Time.

“I’d like to widen people’s awareness of the tremendous time span lying ahead — for our planet, and for life itself. Most educated people are aware that we’re the outcome of nearly 4 billion years of Darwinian Selection, but many tend to think that humans are somehow the culmination. Our sun, however, is less than halfway through its lifespan. Six billion years from now, it will not be humans who watch the sun’s demise. Any creatures that then exist will be as different from us as we are from bacteria or amoebae.”
~ Martin Rees, cosmologist and astrophysicist

What statements such as this fail to address is something that puzzles me. Surely, the sun is also changing? Six billion years from now, surely, it will not be the same sun that we see today?

I believe, as many others do too, that time is the biggest joke that man has thought of for himself. Let me just give a couple of examples of why it is such a joke.

Take the nearest star that all of us can comfortably see from the earth. The Sun. The sun that we see is 150 million Kms away from us. It takes sunlight a little more than 8 minutes to reach the earth. In other words, in those eight minutes, anything could have happened to the sun and we would be still thinking that the sun is alive.

Similarly, the brightest star in our skies is the “dog star”, Sirius. It’s the primary star in the constellation of the big dog, Canis Major. Sirius is roughly 9 light years away. Think of what you were doing 9 years ago. That’s when the light we see from Sirius tonight first began its journey to us. In other words, Sirius could well be dead when we think that we are still seeing it!

My surgery is scheduled for the end of September. My discomfort makes that seem like an eternity. Days do not seem to run fast enough for my liking.

On the other hand, a visit from an interesting friend, though lasts for a few hours, seems to fly like minutes and I don’t seem satisfied with the briefness of the visit.

All well meaning advisers advise to concentrate on the NOW. That is the only reality of time. Try it. If you can permanently live in the NOW, you would not be reading this post.

This is not a problem that I have started to grapple with recently. The same issue troubled our friend Socrates too in his ‘De anima’. “The Undivided ‘now’ of sensation must rest upon a duration with which it does not altogether coincide, the present moment must conceal, within itself, the passing of another, immeasurable by its own standard.. It is another time; to the degree to which time cannot admit of varieties of itself, it may well be something other than any time at all.”

Having confused myself thoroughly and perhaps my readers, let me now come to the conclusion about why Indians are never on time. For that I take you to another post of mine. I was confused then and continue to be confused now too.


== TASK BRIEF ==
Lines that contain the string "Supragingival" are the ones to list; copy all of them from the records.

-- DATASET EXCERPTS follows --

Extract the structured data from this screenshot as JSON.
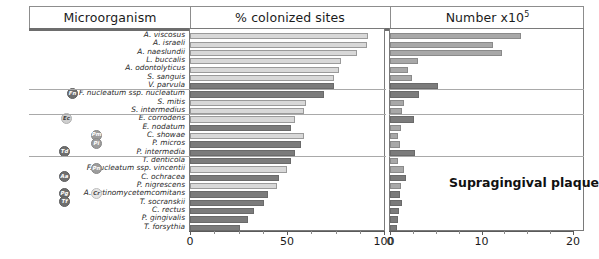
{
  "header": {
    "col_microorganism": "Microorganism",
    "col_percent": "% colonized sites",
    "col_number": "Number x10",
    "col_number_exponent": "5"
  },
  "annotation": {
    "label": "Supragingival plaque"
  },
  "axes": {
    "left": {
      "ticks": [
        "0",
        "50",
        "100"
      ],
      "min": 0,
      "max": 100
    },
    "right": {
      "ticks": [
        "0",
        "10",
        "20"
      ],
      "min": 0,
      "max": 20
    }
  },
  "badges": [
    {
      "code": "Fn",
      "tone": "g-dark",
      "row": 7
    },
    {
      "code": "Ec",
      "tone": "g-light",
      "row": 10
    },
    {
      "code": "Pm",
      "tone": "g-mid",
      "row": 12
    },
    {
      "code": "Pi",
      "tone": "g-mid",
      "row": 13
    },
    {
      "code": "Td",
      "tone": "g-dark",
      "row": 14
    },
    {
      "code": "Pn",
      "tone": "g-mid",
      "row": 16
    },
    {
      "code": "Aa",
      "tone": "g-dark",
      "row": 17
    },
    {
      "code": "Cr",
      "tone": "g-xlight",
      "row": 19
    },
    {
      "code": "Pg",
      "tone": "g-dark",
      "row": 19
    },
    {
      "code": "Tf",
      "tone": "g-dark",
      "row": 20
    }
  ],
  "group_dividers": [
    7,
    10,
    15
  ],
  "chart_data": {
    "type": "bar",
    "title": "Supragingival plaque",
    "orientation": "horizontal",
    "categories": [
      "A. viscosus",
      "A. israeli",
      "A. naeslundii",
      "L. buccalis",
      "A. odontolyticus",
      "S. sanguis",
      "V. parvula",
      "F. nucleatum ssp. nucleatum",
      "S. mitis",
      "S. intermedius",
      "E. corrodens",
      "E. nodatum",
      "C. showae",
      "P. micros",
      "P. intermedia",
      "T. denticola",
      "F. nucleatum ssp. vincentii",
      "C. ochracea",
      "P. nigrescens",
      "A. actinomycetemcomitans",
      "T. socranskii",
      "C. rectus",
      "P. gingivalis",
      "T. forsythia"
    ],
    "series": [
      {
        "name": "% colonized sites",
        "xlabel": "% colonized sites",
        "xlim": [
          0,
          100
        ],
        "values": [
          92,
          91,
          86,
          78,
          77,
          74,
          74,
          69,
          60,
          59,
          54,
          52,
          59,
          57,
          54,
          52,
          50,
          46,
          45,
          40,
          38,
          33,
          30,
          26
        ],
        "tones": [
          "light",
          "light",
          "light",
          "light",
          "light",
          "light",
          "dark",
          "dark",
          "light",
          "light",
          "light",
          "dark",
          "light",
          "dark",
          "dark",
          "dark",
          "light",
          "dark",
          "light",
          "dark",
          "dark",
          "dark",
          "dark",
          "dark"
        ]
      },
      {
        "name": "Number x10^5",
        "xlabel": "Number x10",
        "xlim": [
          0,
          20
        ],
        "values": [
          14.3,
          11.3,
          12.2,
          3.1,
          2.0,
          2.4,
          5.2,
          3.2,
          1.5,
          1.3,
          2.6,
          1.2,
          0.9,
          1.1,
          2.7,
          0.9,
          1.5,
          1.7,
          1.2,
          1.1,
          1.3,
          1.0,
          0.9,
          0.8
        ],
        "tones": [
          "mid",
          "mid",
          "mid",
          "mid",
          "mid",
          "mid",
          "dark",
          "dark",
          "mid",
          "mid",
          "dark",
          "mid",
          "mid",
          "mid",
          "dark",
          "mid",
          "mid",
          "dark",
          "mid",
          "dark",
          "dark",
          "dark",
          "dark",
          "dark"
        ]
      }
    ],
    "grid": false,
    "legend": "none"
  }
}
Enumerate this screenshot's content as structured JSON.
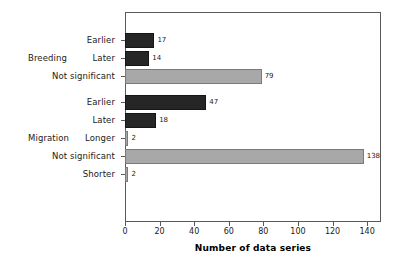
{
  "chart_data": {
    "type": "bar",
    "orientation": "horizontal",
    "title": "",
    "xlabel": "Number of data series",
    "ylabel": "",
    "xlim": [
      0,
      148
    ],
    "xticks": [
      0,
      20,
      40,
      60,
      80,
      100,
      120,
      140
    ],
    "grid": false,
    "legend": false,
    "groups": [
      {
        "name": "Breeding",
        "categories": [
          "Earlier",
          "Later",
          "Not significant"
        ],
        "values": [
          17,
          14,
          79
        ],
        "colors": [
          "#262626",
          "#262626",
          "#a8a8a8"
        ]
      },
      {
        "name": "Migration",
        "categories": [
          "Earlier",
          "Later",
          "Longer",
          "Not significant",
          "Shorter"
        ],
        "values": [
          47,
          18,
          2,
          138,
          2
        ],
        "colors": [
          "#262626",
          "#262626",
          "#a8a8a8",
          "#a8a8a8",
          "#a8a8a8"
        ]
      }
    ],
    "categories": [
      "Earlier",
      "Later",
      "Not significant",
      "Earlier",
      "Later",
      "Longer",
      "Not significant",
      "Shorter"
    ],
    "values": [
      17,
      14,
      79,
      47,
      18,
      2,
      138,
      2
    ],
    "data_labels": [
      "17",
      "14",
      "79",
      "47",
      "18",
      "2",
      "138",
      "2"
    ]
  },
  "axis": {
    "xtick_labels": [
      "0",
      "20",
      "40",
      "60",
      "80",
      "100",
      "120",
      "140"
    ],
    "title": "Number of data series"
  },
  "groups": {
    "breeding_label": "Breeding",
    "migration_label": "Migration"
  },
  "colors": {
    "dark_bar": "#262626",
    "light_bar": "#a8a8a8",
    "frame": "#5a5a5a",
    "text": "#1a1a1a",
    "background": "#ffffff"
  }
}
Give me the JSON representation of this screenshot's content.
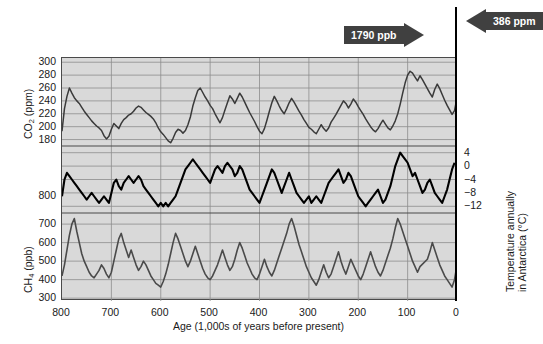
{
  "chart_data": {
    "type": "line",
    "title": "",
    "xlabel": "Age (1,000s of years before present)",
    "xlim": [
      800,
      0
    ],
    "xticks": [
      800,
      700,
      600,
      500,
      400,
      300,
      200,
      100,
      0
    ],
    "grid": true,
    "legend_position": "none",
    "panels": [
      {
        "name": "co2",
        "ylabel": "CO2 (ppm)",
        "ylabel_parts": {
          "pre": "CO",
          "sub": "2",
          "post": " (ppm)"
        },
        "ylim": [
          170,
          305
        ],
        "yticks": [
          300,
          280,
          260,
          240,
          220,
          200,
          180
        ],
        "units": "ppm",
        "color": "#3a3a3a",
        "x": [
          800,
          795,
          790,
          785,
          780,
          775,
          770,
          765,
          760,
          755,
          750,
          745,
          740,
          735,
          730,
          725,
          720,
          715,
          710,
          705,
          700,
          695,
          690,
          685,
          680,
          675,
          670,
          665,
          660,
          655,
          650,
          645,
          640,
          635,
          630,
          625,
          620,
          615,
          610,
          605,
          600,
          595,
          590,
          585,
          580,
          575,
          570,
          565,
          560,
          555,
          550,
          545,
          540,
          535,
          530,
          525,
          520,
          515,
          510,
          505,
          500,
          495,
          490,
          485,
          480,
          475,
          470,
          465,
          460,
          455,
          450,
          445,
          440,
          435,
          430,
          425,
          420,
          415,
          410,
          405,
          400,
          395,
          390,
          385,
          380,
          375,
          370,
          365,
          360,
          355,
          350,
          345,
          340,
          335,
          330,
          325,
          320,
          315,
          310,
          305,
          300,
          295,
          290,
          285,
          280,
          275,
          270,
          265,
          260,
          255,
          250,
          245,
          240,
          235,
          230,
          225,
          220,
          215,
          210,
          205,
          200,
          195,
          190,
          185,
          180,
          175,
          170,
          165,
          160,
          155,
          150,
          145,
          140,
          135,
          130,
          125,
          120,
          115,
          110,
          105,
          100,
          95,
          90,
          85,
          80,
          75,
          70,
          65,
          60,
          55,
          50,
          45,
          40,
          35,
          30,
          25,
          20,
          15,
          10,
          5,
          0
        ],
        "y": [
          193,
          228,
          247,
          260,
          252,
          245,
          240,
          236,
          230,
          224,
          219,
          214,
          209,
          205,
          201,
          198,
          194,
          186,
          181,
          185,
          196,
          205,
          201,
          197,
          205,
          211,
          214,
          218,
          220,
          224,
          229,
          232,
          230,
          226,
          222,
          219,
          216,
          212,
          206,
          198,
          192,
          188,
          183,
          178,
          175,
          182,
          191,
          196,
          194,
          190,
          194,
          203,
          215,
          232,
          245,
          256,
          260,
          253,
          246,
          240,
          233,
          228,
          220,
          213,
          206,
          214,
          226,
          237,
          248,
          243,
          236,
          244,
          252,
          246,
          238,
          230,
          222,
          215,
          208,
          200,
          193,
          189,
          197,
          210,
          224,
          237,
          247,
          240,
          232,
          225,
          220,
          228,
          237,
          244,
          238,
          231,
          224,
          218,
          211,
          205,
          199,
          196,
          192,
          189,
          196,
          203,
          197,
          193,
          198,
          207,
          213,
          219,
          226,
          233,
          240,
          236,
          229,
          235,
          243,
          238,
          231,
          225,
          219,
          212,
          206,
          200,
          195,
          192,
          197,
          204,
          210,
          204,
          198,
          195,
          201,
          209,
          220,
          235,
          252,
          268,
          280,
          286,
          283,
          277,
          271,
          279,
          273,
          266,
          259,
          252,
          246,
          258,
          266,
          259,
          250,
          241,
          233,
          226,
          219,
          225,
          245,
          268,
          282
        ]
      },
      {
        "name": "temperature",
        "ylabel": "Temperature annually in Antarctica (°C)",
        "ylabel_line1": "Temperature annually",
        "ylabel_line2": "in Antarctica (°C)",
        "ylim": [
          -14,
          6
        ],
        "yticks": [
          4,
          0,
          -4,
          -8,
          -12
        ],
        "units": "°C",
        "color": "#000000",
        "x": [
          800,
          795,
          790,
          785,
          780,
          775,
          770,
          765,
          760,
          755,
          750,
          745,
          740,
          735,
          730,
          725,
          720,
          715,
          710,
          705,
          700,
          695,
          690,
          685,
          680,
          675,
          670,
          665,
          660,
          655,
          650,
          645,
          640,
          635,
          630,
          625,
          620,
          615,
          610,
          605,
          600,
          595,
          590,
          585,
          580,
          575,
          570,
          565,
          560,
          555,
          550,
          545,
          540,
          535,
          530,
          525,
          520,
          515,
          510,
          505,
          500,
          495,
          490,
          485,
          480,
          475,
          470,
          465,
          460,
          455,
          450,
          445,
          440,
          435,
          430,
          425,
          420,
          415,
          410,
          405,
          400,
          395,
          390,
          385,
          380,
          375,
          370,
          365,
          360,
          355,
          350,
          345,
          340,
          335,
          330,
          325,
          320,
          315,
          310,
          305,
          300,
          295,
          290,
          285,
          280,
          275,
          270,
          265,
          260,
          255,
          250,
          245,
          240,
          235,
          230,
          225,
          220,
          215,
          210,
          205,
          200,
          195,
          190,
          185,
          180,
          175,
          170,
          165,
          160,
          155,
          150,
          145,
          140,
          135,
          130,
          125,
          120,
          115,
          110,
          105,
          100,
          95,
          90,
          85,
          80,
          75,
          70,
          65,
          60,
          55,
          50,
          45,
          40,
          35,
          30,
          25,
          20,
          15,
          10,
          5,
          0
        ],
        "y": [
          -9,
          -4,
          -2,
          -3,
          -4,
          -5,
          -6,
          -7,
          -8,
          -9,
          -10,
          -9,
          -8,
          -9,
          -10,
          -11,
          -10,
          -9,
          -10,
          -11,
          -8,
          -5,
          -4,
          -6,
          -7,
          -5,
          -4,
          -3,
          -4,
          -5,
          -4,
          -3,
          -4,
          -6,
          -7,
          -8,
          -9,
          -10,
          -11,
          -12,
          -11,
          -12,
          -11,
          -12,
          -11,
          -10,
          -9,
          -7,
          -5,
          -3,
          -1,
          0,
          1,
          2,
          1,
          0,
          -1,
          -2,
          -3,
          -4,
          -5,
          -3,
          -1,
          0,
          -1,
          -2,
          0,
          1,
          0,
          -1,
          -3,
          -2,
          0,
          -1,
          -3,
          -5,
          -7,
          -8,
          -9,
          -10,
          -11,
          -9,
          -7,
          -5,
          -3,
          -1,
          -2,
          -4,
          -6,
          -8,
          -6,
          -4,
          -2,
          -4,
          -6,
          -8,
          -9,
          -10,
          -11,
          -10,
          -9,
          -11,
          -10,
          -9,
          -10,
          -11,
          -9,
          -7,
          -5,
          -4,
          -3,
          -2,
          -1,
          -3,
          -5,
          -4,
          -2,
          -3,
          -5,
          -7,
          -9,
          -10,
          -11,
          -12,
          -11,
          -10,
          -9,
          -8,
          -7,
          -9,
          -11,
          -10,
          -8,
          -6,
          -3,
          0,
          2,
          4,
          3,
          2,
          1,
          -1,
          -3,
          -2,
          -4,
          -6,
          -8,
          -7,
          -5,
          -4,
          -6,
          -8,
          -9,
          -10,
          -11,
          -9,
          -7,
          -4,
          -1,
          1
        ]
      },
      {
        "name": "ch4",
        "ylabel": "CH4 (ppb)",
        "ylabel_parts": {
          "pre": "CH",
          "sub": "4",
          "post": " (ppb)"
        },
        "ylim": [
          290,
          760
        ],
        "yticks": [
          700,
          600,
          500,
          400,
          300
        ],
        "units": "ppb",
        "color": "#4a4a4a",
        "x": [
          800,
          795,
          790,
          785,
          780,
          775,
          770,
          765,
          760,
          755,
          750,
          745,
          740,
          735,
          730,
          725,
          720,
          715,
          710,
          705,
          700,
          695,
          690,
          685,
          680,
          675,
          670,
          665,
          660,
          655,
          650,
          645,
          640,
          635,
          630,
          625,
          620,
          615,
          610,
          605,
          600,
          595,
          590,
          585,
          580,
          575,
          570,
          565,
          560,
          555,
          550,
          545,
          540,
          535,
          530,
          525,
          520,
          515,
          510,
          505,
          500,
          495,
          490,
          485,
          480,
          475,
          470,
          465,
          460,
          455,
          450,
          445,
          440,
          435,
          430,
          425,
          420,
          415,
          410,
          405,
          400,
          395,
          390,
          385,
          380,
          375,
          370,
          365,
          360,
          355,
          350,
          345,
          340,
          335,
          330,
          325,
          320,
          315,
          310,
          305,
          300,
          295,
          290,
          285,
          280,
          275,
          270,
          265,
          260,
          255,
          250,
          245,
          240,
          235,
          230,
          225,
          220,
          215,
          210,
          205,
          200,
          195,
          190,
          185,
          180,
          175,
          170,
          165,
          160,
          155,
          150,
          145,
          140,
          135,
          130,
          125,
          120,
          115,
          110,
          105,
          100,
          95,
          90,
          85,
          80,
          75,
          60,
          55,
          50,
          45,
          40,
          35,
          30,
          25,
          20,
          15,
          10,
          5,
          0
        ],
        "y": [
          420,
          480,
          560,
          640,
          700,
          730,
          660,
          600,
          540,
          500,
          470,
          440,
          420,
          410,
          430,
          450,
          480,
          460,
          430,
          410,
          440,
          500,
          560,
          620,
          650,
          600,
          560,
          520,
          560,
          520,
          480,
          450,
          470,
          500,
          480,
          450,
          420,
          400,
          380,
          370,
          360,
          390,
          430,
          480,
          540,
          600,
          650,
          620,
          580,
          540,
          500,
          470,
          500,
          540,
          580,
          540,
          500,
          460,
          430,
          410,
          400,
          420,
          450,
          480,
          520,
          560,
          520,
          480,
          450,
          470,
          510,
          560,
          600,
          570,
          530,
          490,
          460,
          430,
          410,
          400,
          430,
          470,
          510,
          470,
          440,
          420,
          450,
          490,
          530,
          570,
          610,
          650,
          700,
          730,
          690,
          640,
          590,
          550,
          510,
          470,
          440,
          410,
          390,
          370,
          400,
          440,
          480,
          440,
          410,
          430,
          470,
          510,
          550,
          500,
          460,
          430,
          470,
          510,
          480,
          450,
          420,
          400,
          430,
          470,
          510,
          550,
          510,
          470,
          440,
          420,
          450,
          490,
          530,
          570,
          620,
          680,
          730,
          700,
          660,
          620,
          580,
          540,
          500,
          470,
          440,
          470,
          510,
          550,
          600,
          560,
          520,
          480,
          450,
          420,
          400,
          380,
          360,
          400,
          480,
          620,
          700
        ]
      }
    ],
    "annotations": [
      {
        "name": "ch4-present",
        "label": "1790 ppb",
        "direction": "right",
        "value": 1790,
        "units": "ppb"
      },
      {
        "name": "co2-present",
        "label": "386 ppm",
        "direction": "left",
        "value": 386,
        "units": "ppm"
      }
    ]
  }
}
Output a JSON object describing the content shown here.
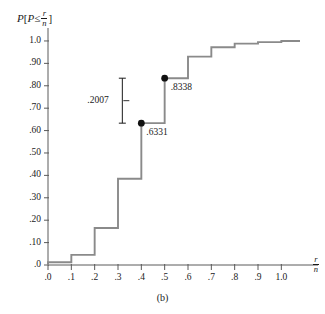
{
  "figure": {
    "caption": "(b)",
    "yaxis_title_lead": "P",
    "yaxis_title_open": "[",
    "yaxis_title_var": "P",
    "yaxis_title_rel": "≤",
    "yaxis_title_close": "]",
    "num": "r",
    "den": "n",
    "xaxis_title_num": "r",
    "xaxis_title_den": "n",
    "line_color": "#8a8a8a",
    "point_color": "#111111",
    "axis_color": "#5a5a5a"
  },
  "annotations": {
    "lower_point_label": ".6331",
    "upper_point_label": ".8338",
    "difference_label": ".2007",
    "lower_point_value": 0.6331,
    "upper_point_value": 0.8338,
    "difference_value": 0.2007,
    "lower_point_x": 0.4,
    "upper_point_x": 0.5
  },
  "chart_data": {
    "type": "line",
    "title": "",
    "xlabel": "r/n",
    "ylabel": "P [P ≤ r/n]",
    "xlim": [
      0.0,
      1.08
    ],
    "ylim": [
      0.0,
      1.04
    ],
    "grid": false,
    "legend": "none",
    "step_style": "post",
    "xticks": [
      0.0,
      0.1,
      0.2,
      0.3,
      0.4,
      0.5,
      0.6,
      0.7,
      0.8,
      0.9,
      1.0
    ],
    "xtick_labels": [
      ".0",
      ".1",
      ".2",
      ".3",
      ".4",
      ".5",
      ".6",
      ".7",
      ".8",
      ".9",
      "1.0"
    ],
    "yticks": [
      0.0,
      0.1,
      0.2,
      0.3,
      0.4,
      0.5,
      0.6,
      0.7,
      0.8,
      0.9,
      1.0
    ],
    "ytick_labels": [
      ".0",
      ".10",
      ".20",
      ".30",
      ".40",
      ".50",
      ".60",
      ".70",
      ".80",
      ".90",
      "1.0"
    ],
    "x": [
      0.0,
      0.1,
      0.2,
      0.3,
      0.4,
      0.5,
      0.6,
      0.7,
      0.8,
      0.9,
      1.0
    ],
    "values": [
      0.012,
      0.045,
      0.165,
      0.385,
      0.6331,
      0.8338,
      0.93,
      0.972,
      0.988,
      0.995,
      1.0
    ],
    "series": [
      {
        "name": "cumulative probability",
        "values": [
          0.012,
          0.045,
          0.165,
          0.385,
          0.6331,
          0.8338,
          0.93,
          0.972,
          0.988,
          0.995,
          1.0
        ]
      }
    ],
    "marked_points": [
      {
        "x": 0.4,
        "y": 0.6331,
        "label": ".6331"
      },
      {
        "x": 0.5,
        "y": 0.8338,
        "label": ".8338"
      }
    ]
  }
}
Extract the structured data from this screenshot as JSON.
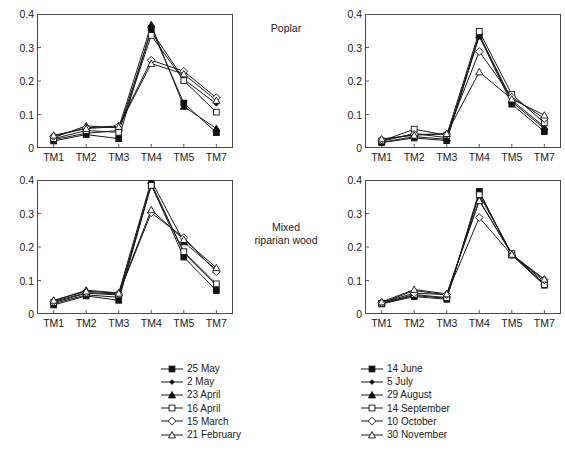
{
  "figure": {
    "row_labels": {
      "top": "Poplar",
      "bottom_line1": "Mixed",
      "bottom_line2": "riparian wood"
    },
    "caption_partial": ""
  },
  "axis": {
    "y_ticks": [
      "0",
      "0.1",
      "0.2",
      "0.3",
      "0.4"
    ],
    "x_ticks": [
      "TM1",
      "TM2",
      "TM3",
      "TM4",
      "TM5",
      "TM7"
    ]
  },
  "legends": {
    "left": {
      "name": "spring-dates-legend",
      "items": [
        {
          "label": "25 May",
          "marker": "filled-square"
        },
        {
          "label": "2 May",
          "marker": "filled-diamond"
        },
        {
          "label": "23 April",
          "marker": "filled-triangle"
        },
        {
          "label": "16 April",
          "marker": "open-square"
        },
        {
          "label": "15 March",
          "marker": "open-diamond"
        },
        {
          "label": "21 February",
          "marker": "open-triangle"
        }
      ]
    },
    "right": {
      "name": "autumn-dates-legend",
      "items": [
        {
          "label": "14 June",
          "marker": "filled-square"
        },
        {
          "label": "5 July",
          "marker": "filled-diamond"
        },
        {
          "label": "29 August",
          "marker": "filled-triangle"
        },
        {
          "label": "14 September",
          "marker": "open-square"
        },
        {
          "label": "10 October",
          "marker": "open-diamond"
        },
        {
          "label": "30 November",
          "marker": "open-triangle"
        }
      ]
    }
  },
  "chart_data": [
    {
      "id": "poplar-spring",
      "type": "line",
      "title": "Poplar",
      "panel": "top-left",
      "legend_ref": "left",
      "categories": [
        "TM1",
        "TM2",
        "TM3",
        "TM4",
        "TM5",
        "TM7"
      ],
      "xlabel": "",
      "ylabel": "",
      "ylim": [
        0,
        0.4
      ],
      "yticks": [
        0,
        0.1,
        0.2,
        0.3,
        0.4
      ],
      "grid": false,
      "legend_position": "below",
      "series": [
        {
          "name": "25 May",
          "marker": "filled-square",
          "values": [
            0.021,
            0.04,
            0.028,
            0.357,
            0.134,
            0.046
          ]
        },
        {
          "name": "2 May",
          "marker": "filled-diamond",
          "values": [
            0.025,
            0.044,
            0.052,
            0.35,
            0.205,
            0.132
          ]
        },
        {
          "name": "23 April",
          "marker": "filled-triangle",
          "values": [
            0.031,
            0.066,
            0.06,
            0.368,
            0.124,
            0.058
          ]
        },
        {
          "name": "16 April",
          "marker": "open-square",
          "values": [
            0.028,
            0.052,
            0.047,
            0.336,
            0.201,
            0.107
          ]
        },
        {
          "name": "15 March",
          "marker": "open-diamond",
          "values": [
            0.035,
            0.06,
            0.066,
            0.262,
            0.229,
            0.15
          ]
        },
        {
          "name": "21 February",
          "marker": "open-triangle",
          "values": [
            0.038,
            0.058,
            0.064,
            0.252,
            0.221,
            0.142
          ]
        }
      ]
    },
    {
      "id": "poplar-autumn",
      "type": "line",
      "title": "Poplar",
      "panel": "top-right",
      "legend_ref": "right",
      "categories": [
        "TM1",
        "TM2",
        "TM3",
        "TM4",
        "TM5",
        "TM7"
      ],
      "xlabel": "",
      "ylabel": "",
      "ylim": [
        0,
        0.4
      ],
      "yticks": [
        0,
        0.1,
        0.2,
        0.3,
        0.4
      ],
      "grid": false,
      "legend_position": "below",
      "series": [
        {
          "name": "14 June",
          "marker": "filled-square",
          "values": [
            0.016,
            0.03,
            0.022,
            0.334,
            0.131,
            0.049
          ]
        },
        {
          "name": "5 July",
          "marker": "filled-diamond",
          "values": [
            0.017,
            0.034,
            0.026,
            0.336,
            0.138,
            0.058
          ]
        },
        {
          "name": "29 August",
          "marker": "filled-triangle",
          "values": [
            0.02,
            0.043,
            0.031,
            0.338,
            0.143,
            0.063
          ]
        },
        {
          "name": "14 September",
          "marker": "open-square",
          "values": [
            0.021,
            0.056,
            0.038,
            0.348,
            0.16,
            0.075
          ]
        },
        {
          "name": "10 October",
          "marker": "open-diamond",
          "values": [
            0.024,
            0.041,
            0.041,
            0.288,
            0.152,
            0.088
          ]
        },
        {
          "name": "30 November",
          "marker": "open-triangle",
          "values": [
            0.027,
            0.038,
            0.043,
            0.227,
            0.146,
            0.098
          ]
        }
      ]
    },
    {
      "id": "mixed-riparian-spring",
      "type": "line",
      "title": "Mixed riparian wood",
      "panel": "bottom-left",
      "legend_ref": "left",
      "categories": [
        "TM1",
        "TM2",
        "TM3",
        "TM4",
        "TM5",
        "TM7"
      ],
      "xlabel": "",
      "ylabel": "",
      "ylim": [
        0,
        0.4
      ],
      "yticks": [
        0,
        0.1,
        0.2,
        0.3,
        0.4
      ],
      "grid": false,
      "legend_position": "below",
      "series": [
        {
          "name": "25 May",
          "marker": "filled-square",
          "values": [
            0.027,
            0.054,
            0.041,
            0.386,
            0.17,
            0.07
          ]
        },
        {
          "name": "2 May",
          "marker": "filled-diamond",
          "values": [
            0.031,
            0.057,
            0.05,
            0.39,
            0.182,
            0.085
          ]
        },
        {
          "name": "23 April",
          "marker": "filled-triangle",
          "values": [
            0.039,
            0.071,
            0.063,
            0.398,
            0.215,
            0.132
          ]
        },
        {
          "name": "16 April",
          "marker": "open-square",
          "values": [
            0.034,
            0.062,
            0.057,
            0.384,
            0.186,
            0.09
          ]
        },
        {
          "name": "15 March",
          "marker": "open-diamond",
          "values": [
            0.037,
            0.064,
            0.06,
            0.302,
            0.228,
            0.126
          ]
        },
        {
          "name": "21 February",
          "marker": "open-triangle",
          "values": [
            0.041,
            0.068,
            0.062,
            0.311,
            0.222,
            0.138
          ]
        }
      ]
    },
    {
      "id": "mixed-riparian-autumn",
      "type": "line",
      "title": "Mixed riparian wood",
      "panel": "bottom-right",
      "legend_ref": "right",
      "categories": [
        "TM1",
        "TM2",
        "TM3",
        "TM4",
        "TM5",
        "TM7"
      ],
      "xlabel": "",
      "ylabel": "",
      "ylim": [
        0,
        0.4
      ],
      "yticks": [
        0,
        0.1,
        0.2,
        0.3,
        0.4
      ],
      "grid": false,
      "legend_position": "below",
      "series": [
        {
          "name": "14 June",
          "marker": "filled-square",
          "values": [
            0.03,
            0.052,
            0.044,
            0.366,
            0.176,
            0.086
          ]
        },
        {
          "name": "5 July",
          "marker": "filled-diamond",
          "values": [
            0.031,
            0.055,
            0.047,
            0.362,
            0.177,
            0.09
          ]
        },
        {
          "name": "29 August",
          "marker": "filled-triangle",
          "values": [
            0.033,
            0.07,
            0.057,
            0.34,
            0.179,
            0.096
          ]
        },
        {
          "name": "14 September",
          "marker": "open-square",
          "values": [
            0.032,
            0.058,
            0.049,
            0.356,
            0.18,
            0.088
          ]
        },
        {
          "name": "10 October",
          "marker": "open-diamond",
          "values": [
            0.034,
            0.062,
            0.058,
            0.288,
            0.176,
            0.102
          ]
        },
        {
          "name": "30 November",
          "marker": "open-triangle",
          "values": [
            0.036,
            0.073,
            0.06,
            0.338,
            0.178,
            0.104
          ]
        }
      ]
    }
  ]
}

-- DATASET EXCERPTS concluded --

== ANSWER FOR THE TASK ==
    "label": "Supragingival plaque"
    "title": "Supragingival plaque",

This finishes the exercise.